A Question:
What can we say about the past when so much of the past is lost?
It's a question that I ask myself all the time. I asked it when I wrote my first poem about my parents in 1979, and it's a question I ask myself whenever I think of my latest book about my parents, Echoes of Tattered Tongues.
It's a question that I ask myself all the time. I asked it when I wrote my first poem about my parents in 1979, and it's a question I ask myself whenever I think of my latest book about my parents, Echoes of Tattered Tongues.
My mother felt the weight of her mother's death and her sister's death and her sister's baby's death at the hands of the Germans all her life, but what can I know of those deaths.
There was my mother's horror when she told me the stories, but my mother could not tell me much without breaking down, turning her face and its tears away from me.
And so what's left to learn, what can I know about my mother's grief, my grandmother's face when she was shot again and again, my aunt's absolute sorrow when she saw her baby daughter kicked to death, the baby's screams that would not stop?
There are no photographs of what happened, no news reports, no eye witnesses now that even my mother is gone, and all that's left is just a handful of broken memories that will never truly belong to me.
What's left to say?
Please let me know.
Please let me know.
_________________
The photo is of my mom and her sister Zofia who survived the war. It was taken outside of a refugee camp in Germany.
Perhaps what matters most now is not so much seeking to say more about what is no longer but to observe how even a heart so broken can be resilient. That your mother and father survived their horrors gave you a past to think about and to serve, as you've done, in your extraordinary poems.
ReplyDeleteI have always felt something great was lost when my father died in 1990, age 73. He never talked about his experiences in WWII as a member of the famous Merrill's Marauders in China, Burma, and India, a group whose membership was decimated. And because he was orphaned at age 4, I know nothing of his past, except that his father was Greek and that he was a first-generation American; his was a past denied, that is, unknowable, to me and my siblings. I think I might give a lot to have had from him even "a handful of broken memories".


Work instructions — Please state how many lines of the records below contain the word "caption". Give the number and nothing else.
----- Available records
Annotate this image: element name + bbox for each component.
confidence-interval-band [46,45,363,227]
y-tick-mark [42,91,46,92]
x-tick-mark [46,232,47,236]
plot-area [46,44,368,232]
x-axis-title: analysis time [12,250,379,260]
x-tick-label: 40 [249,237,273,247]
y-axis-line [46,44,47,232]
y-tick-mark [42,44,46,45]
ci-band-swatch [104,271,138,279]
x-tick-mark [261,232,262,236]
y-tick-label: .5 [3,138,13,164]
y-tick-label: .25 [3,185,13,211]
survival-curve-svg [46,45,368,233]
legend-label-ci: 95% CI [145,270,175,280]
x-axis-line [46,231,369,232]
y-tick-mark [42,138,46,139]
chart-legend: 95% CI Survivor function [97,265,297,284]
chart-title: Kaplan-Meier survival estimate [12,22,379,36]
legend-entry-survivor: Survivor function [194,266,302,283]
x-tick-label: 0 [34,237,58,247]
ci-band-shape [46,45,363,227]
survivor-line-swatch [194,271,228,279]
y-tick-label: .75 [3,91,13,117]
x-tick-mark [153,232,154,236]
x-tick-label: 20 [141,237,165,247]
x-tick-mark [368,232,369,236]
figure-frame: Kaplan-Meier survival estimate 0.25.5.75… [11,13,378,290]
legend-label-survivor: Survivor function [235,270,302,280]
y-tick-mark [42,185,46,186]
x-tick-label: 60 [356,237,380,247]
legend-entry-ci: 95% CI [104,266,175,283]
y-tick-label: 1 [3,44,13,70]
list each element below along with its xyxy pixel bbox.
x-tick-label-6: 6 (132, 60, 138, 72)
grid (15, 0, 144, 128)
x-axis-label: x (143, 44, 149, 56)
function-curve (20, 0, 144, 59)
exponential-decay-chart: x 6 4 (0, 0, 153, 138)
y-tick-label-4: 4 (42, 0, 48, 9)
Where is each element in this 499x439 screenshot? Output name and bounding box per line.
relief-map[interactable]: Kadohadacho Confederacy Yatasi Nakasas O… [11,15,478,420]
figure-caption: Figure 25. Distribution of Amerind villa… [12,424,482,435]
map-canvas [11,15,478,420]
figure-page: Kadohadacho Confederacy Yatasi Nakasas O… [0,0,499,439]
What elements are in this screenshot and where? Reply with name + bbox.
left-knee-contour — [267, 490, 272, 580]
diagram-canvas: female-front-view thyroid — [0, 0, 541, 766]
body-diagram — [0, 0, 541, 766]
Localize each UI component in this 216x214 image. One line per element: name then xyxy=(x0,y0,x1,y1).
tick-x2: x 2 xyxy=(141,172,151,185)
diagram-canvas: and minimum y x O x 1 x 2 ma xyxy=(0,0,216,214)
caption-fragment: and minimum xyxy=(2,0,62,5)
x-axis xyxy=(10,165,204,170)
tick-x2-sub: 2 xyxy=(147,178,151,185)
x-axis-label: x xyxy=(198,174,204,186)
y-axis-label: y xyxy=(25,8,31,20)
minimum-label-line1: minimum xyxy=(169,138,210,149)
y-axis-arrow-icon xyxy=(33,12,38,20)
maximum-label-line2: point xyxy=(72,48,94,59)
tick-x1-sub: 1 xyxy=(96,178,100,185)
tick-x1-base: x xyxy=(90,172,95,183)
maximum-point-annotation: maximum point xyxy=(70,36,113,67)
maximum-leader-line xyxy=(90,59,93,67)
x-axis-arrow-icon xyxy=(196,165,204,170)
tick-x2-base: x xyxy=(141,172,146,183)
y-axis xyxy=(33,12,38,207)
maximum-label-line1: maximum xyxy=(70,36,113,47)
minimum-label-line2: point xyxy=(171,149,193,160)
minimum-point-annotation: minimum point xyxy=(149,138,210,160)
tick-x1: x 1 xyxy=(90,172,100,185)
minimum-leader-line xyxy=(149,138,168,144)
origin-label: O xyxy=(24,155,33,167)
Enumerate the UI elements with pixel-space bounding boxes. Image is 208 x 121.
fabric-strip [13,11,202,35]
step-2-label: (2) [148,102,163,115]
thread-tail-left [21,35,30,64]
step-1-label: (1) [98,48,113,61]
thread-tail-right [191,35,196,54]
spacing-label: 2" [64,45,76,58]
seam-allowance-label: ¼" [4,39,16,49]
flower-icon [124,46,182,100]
----------
Answer for the task — 2